Unfortunately, the existing standard diagnostic methods for senile systemic amyloidosis are either nonspecific (based on imaging) or highly invasive and specialized (cardiac biopsy), and its symptoms are very similar to other stiffening or overgrowth and weakening of the heart muscle caused by other things (such as the long-term effects of high blood pressure on the heart). As a result, senile systemic amyloidosis is often misdiagnosed, leading to inappropriate treatment for the wrong disease even as amyloid continues to build up in the patient’s heart and impair its function.
For this reason, we have invested funds in the laboratory of Brian O’Nullain at Harvard to develop diagnostic antibodies targeting wild-type TTR aggregates2 alongside the research dollars directed to Sudhir Paul’s research on developing catalytic antibodies to degrade those aggregates at the University of Texas-Houston Medical School3.
Further on into the future, as the panel of SENS therapies becomes more comprehensive and well-established, and as the therapies become safer and more effective, the need for these novel diagnostics may wane. After all, we all accumulate aging damage in our tissues, with lifestyle and genetics dictating only modest variations in the rate at which individuals reach critical levels of particular forms of that damage. At some point, doctors may begin administering rejuvenation biotechnologies to all of their patients on a relatively standardized regimen, secure in the knowledge that the schedule and doses they administer will be both safe for their patients and sufficient to clear keep the burden of damage down to levels similar to early middle adulthood. At that point, it will be in our power to hold degenerative aging and its disease and debility at bay on a “cookbook medicine” basis (similar to how we presently administer vaccinations and boosters that protect against infectious disease), with no need to recruit and monitor patients on an individual basis. But for the next few decades, novel diagnostics will indeed be key to the rapid progress toward a future of increased healthy lifespan.
References
- Vellas B, Carrillo MC, Sampaio C, Brashear HR, Siemers E, Hampel H, Schneider LS, Weiner M, Doody R, Khachaturian Z, Cedarbaum J, Grundman M, Broich K, Giacobini E, Dubois B, Sperling R, Wilcock GK, Fox N, Scheltens P, Touchon J, Hendrix S, Andrieu S, Aisen P; EU/US/CTAD Task Force Members. Designing drug trials for Alzheimer’s disease: What we have learned from the release of the phase III antibody trials: A report from the EU/US/CTAD Task Force. Alzheimers Dement. 2013 Jul;9(4):438-44. doi: 10.1016/j.jalz.2013.03.007. PubMed PMID: 23809364.

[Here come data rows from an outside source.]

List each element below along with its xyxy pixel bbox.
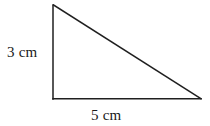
horizontal-leg-length-label: 5 cm (91, 108, 121, 123)
hypotenuse-line (54, 5, 202, 99)
vertical-leg-length-label: 3 cm (7, 45, 37, 60)
figure-canvas: 3 cm 5 cm (0, 0, 210, 126)
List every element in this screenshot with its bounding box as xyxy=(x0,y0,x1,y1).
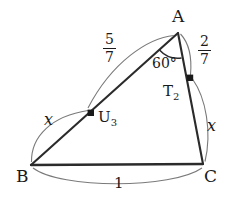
measure-label-a-u3-numerator: 5 xyxy=(103,32,116,47)
measure-label-a-u3-denominator: 7 xyxy=(103,50,116,65)
measure-arc-b-u3 xyxy=(31,111,88,163)
point-marker-t2 xyxy=(187,75,193,81)
measure-label-b-c: 1 xyxy=(114,176,124,191)
vertex-label-b: B xyxy=(16,168,29,185)
vertex-label-c: C xyxy=(204,168,217,185)
measure-label-a-t2-numerator: 2 xyxy=(198,34,211,49)
measure-label-a-t2-denominator: 7 xyxy=(198,52,211,67)
measure-label-b-u3: x xyxy=(44,112,53,128)
measure-arc-a-u3 xyxy=(88,36,174,109)
point-label-t2-subscript: 2 xyxy=(173,91,179,102)
point-label-u3: U3 xyxy=(98,110,117,125)
point-label-t2: T2 xyxy=(163,84,179,99)
point-label-u3-base: U xyxy=(98,108,111,126)
geometry-figure: A B C U3 T2 60° 5 7 2 7 x x 1 xyxy=(0,0,235,213)
measure-label-a-t2: 2 7 xyxy=(198,34,211,67)
measure-label-t2-c: x xyxy=(207,118,216,134)
point-marker-u3 xyxy=(88,110,94,116)
angle-label-a: 60° xyxy=(152,56,177,70)
point-label-t2-base: T xyxy=(163,82,173,100)
segment-bc-line xyxy=(31,164,203,165)
measure-label-a-u3: 5 7 xyxy=(103,32,116,65)
vertex-label-a: A xyxy=(172,8,184,25)
point-label-u3-subscript: 3 xyxy=(111,117,117,128)
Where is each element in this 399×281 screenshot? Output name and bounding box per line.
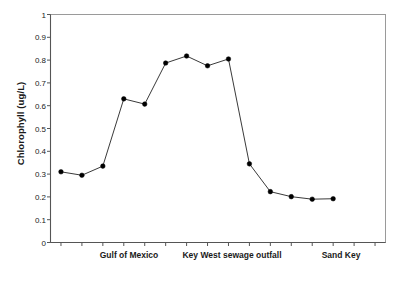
data-point-marker — [142, 102, 147, 107]
data-line — [61, 56, 333, 199]
data-point-marker — [80, 173, 85, 178]
data-point-marker — [59, 170, 64, 175]
data-point-marker — [331, 196, 336, 201]
x-axis-label: Sand Key — [322, 250, 361, 260]
data-point-marker — [247, 162, 252, 167]
data-point-marker — [205, 64, 210, 69]
data-point-marker — [310, 197, 315, 202]
chart-figure: Chlorophyll (ug/L) 00.10.20.30.40.50.60.… — [0, 0, 399, 281]
plot-frame — [51, 15, 386, 243]
data-point-marker — [121, 97, 126, 102]
data-point-marker — [101, 164, 106, 169]
x-axis-label: Gulf of Mexico — [100, 250, 159, 260]
x-axis-label: Key West sewage outfall — [182, 250, 281, 260]
data-point-marker — [226, 57, 231, 62]
data-point-marker — [184, 54, 189, 59]
plot-area — [0, 0, 399, 281]
data-point-marker — [268, 189, 273, 194]
data-point-marker — [163, 61, 168, 66]
data-point-marker — [289, 194, 294, 199]
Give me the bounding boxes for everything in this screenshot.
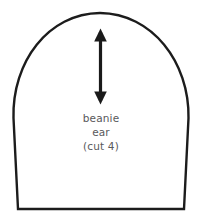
pattern-label-name: beanie [0,112,202,126]
pattern-label-cut-count: (cut 4) [0,140,202,154]
pattern-sheet: beanie ear (cut 4) [0,0,202,217]
pattern-diagram [0,0,202,217]
pattern-label-part: ear [0,126,202,140]
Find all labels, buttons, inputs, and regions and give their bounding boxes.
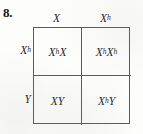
punnett-cell-0-0-allele-2-base: X <box>59 46 66 58</box>
punnett-cell-1-1: XhY <box>82 76 131 125</box>
punnett-cell-1-0: XY <box>34 76 81 125</box>
row-header-1-base: Y <box>25 93 31 105</box>
punnett-cell-0-1: XhXh <box>82 28 131 75</box>
problem-number-label: 8. <box>3 6 12 19</box>
punnett-cell-1-0-allele-2-base: Y <box>58 95 64 107</box>
punnett-cell-1-1-allele-1-base: X <box>98 95 105 107</box>
column-header-1: Xh <box>81 10 130 25</box>
punnett-cell-1-0-allele-1-base: X <box>51 95 58 107</box>
punnett-cell-0-1-allele-1-base: X <box>96 46 103 58</box>
row-header-1: Y <box>4 90 31 108</box>
row-header-0: Xh <box>4 41 31 59</box>
punnett-square-figure: 8. X Xh Xh Y XhX XhXh XY XhY <box>0 0 143 134</box>
column-header-0: X <box>33 10 80 25</box>
punnett-cell-1-1-allele-2-base: Y <box>109 95 115 107</box>
punnett-cell-0-1-allele-2-base: X <box>107 46 114 58</box>
column-header-1-base: X <box>100 12 107 24</box>
column-header-0-base: X <box>53 12 60 24</box>
row-header-0-base: X <box>20 44 27 56</box>
punnett-cell-0-0-allele-1-base: X <box>49 46 56 58</box>
punnett-square-grid: XhX XhXh XY XhY <box>33 27 130 124</box>
punnett-cell-0-0: XhX <box>34 28 81 75</box>
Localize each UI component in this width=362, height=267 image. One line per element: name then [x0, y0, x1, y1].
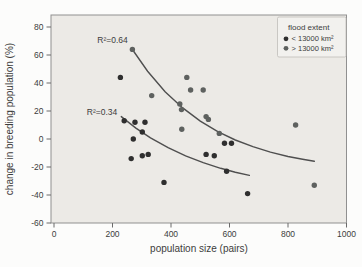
- data-point: [146, 152, 151, 157]
- r2-label-lower: R²=0.34: [87, 107, 118, 117]
- y-tick-label: -60: [31, 218, 44, 228]
- x-tick-label: 400: [164, 229, 178, 239]
- data-point: [131, 136, 136, 141]
- y-axis-label: change in breeding population (%): [4, 43, 15, 195]
- x-tick-label: 1000: [337, 229, 356, 239]
- data-point: [229, 141, 234, 146]
- x-tick-label: 600: [222, 229, 236, 239]
- x-axis-label: population size (pairs): [150, 243, 248, 254]
- data-point: [217, 131, 222, 136]
- x-tick-label: 0: [52, 229, 57, 239]
- legend-dot-lt13000-icon: [284, 36, 289, 41]
- data-point: [224, 169, 229, 174]
- data-point: [129, 156, 134, 161]
- data-point: [245, 191, 250, 196]
- data-point: [130, 47, 135, 52]
- data-point: [206, 117, 211, 122]
- data-point: [293, 122, 298, 127]
- scatter-figure: 02004006008001000806040200-20-40-60 R²=0…: [0, 0, 362, 267]
- legend-item-gt13000: > 13000 km²: [292, 44, 334, 53]
- data-point: [161, 180, 166, 185]
- x-tick-label: 800: [281, 229, 295, 239]
- y-tick-label: 0: [39, 134, 44, 144]
- scatter-plot: 02004006008001000806040200-20-40-60 R²=0…: [0, 0, 362, 267]
- data-point: [222, 141, 227, 146]
- y-tick-label: -20: [31, 162, 44, 172]
- y-tick-label: 40: [34, 78, 44, 88]
- legend: flood extent < 13000 km² > 13000 km²: [278, 17, 347, 57]
- data-point: [132, 120, 137, 125]
- legend-item-lt13000: < 13000 km²: [292, 34, 334, 43]
- data-point: [203, 152, 208, 157]
- data-point: [140, 129, 145, 134]
- data-point: [140, 153, 145, 158]
- data-point: [179, 127, 184, 132]
- y-tick-label: 60: [34, 50, 44, 60]
- data-point: [312, 183, 317, 188]
- data-point: [188, 87, 193, 92]
- legend-title: flood extent: [288, 23, 330, 32]
- data-point: [212, 153, 217, 158]
- data-point: [184, 75, 189, 80]
- data-point: [118, 75, 123, 80]
- data-point: [122, 118, 127, 123]
- y-tick-label: -40: [31, 190, 44, 200]
- y-tick-label: 20: [34, 106, 44, 116]
- r2-label-upper: R²=0.64: [97, 35, 128, 45]
- data-point: [179, 107, 184, 112]
- x-tick-label: 200: [105, 229, 119, 239]
- data-point: [149, 93, 154, 98]
- legend-dot-gt13000-icon: [284, 46, 289, 51]
- y-tick-label: 80: [34, 22, 44, 32]
- data-point: [142, 120, 147, 125]
- data-point: [177, 101, 182, 106]
- data-point: [201, 87, 206, 92]
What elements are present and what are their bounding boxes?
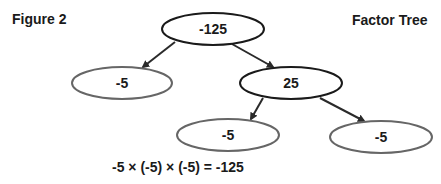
node-root: -125: [162, 13, 264, 45]
arrow-root-to-left: [143, 42, 175, 67]
arrow-mid-to-br: [320, 98, 364, 121]
equation: -5 × (-5) × (-5) = -125: [112, 159, 244, 175]
node-value: 25: [283, 75, 299, 91]
node-bl: -5: [177, 119, 279, 151]
arrow-mid-to-bl: [251, 98, 263, 119]
node-value: -5: [222, 127, 235, 143]
factor-tree: -125-525-5-5: [0, 0, 441, 184]
node-value: -5: [375, 129, 388, 145]
node-mid: 25: [240, 67, 342, 99]
node-value: -5: [116, 75, 129, 91]
arrow-root-to-mid: [232, 44, 273, 67]
node-left: -5: [72, 67, 172, 99]
node-value: -125: [199, 21, 227, 37]
node-br: -5: [330, 121, 432, 153]
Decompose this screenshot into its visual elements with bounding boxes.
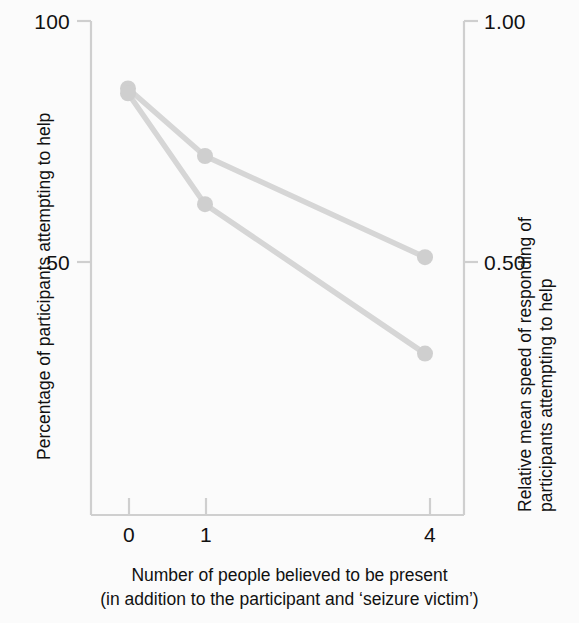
data-point-marker [197, 148, 213, 164]
y-axis-right-title-line-1: Relative mean speed of responding of [515, 92, 536, 512]
right-axis-ticks [464, 21, 478, 262]
y-right-tick-label-1-00: 1.00 [484, 11, 574, 32]
x-tick-label-0: 0 [99, 524, 159, 545]
series-speed-line [128, 89, 425, 258]
data-point-marker [417, 249, 433, 265]
left-axis-ticks [77, 21, 91, 262]
series-percentage-line [128, 93, 425, 353]
x-axis-caption: Number of people believed to be present … [0, 563, 579, 611]
y-axis-right-title-line-2: participants attempting to help [536, 92, 557, 512]
y-axis-right-title: Relative mean speed of responding of par… [515, 92, 557, 512]
series-percentage-markers [120, 85, 433, 361]
x-axis-caption-line-1: Number of people believed to be present [0, 563, 579, 587]
y-left-tick-label-100: 100 [0, 11, 70, 32]
data-point-marker [120, 85, 136, 101]
x-tick-label-4: 4 [400, 524, 460, 545]
x-axis-caption-line-2: (in addition to the participant and ‘sei… [0, 587, 579, 611]
data-point-marker [197, 196, 213, 212]
chart-figure: 100 50 1.00 0.50 0 1 4 Percentage of par… [0, 0, 579, 623]
x-axis-ticks [129, 498, 430, 515]
data-point-marker [417, 346, 433, 362]
y-axis-left-title: Percentage of participants attempting to… [34, 113, 55, 460]
x-tick-label-1: 1 [176, 524, 236, 545]
line-chart-plot [0, 0, 579, 623]
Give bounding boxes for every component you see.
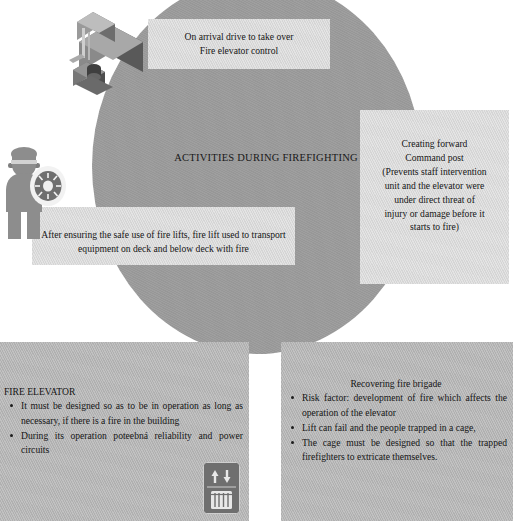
callout-fire-lifts-line1: After ensuring the safe use of fire lift…: [41, 228, 286, 242]
fire-service-badge-emblem: [29, 165, 67, 207]
list-item: Lift can fail and the people trapped in …: [285, 421, 507, 435]
callout-fire-lifts-line2: equipment on deck and below deck with fi…: [41, 242, 286, 256]
callout-arrival-line1: On arrival drive to take over: [156, 30, 322, 44]
callout-fire-lifts: After ensuring the safe use of fire lift…: [32, 207, 295, 265]
page-title: ACTIVITIES DURING FIREFIGHTING: [150, 152, 382, 163]
elevator-sign-icon: [203, 462, 240, 514]
callout-command-post-line2: Command post: [365, 151, 504, 165]
elevator-machine-room-illustration: [63, 2, 149, 102]
callout-command-post-line1: Creating forward: [365, 137, 504, 151]
list-item: The cage must be designed so that the tr…: [285, 436, 507, 464]
list-item: Risk factor: development of fire which a…: [285, 391, 507, 419]
list-item: It must be designed so as to be in opera…: [4, 399, 243, 427]
callout-command-post: Creating forward Command post (Prevents …: [360, 110, 509, 284]
panel-recovering-fire-brigade: Recovering fire brigade Risk factor: dev…: [281, 342, 513, 521]
list-item: During its operation poteebná reliabilit…: [4, 429, 243, 457]
callout-command-post-line5: under direct threat of: [365, 193, 504, 207]
callout-command-post-line4: unit and the elevator were: [365, 179, 504, 193]
panel-fire-elevator-heading: FIRE ELEVATOR: [4, 385, 243, 398]
callout-command-post-line6: injury or damage before it: [365, 207, 504, 221]
callout-arrival-line2: Fire elevator control: [156, 44, 322, 58]
panel-recovering-fire-brigade-list: Risk factor: development of fire which a…: [285, 391, 507, 463]
panel-fire-elevator-list: It must be designed so as to be in opera…: [4, 399, 243, 456]
slide-canvas: ACTIVITIES DURING FIREFIGHTING: [0, 0, 513, 521]
callout-command-post-line7: starts to fire): [365, 220, 504, 234]
callout-arrival: On arrival drive to take over Fire eleva…: [148, 19, 330, 69]
callout-command-post-line3: (Prevents staff intervention: [365, 165, 504, 179]
panel-recovering-fire-brigade-heading: Recovering fire brigade: [285, 377, 507, 390]
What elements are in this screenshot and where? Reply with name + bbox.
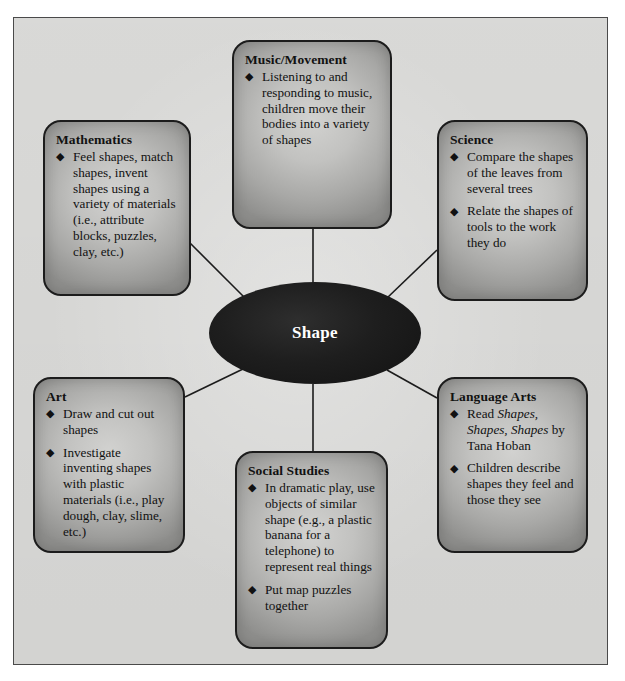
node-art[interactable]: Art ◆ Draw and cut out shapes ◆ Investig… — [33, 377, 185, 553]
node-title: Science — [450, 132, 576, 148]
bullet-item: ◆ In dramatic play, use objects of simil… — [248, 480, 376, 575]
node-title: Music/Movement — [245, 52, 380, 68]
diagram-canvas: Music/Movement ◆ Listening to and respon… — [0, 0, 625, 681]
bullet-text: Investigate inventing shapes with plasti… — [63, 445, 164, 539]
diamond-bullet-icon: ◆ — [56, 150, 64, 164]
bullet-text: Feel shapes, match shapes, invent shapes… — [73, 149, 176, 259]
node-music-movement[interactable]: Music/Movement ◆ Listening to and respon… — [232, 40, 392, 229]
bullet-item: ◆ Read Shapes, Shapes, Shapes by Tana Ho… — [450, 406, 576, 454]
node-bullet-list: ◆ Listening to and responding to music, … — [245, 69, 380, 148]
node-mathematics[interactable]: Mathematics ◆ Feel shapes, match shapes,… — [43, 120, 191, 296]
bullet-item: ◆ Feel shapes, match shapes, invent shap… — [56, 149, 179, 260]
bullet-item: ◆ Children describe shapes they feel and… — [450, 460, 576, 508]
bullet-item: ◆ Listening to and responding to music, … — [245, 69, 380, 148]
bullet-text: Compare the shapes of the leaves from se… — [467, 149, 573, 196]
node-bullet-list: ◆ In dramatic play, use objects of simil… — [248, 480, 376, 614]
diamond-bullet-icon: ◆ — [450, 407, 458, 421]
node-title: Mathematics — [56, 132, 179, 148]
bullet-item: ◆ Compare the shapes of the leaves from … — [450, 149, 576, 197]
diamond-bullet-icon: ◆ — [248, 481, 256, 495]
bullet-text: Draw and cut out shapes — [63, 406, 154, 437]
bullet-text: In dramatic play, use objects of similar… — [265, 480, 375, 574]
diamond-bullet-icon: ◆ — [450, 462, 458, 476]
bullet-text: Listening to and responding to music, ch… — [262, 69, 372, 147]
node-language-arts[interactable]: Language Arts ◆ Read Shapes, Shapes, Sha… — [437, 377, 588, 553]
diamond-bullet-icon: ◆ — [450, 205, 458, 219]
bullet-item: ◆ Investigate inventing shapes with plas… — [46, 445, 173, 540]
center-node-label: Shape — [292, 323, 338, 343]
node-title: Language Arts — [450, 389, 576, 405]
diamond-bullet-icon: ◆ — [245, 70, 253, 84]
node-title: Art — [46, 389, 173, 405]
bullet-text-prefix: Read — [467, 406, 497, 421]
node-bullet-list: ◆ Feel shapes, match shapes, invent shap… — [56, 149, 179, 260]
bullet-item: ◆ Draw and cut out shapes — [46, 406, 173, 438]
bullet-item: ◆ Relate the shapes of tools to the work… — [450, 203, 576, 251]
diamond-bullet-icon: ◆ — [248, 583, 256, 597]
node-bullet-list: ◆ Compare the shapes of the leaves from … — [450, 149, 576, 251]
diamond-bullet-icon: ◆ — [46, 446, 54, 460]
node-social-studies[interactable]: Social Studies ◆ In dramatic play, use o… — [235, 451, 388, 649]
diamond-bullet-icon: ◆ — [450, 150, 458, 164]
diamond-bullet-icon: ◆ — [46, 407, 54, 421]
bullet-item: ◆ Put map puzzles together — [248, 582, 376, 614]
node-bullet-list: ◆ Read Shapes, Shapes, Shapes by Tana Ho… — [450, 406, 576, 508]
node-title: Social Studies — [248, 463, 376, 479]
node-science[interactable]: Science ◆ Compare the shapes of the leav… — [437, 120, 588, 301]
bullet-text: Put map puzzles together — [265, 582, 351, 613]
bullet-text: Relate the shapes of tools to the work t… — [467, 203, 573, 250]
node-bullet-list: ◆ Draw and cut out shapes ◆ Investigate … — [46, 406, 173, 540]
center-node-shape[interactable]: Shape — [209, 282, 421, 384]
bullet-text: Children describe shapes they feel and t… — [467, 460, 574, 507]
bullet-text-rich: Read Shapes, Shapes, Shapes by Tana Hoba… — [467, 406, 565, 453]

- Phay M, Blinder V, Macy S, Greene MJ, Wooliver DC, Liu W, Planas A, Walsh DM, Connors LH, Primmer SR, Planque SA, Paul S, O’Nuallain B. Transthyretin aggregate-specific antibodies recognize cryptic epitopes on patient-derived amyloid fibrils. Rejuvenation Res. 2014 Apr;17(2):97-104. doi: 10.1089/rej.2013.1524. PubMed PMID: 24164623.
- Planque SA, Nishiyama Y, Hara M, Sonoda S, Murphy SK, Watanabe K, Mitsuda Y, Brown EL, Massey RJ, Primmer SR, O’Nuallain B, Paul S. Physiological IgM class catalytic antibodies selective for transthyretin amyloid. J Biol Chem. 2014 May 9;289(19):13243-58. doi: 10.1074/jbc.M114.557231. Epub 2014 Mar 19. PubMed PMID: 24648510; PubMed Central PMCID: PMC4036335.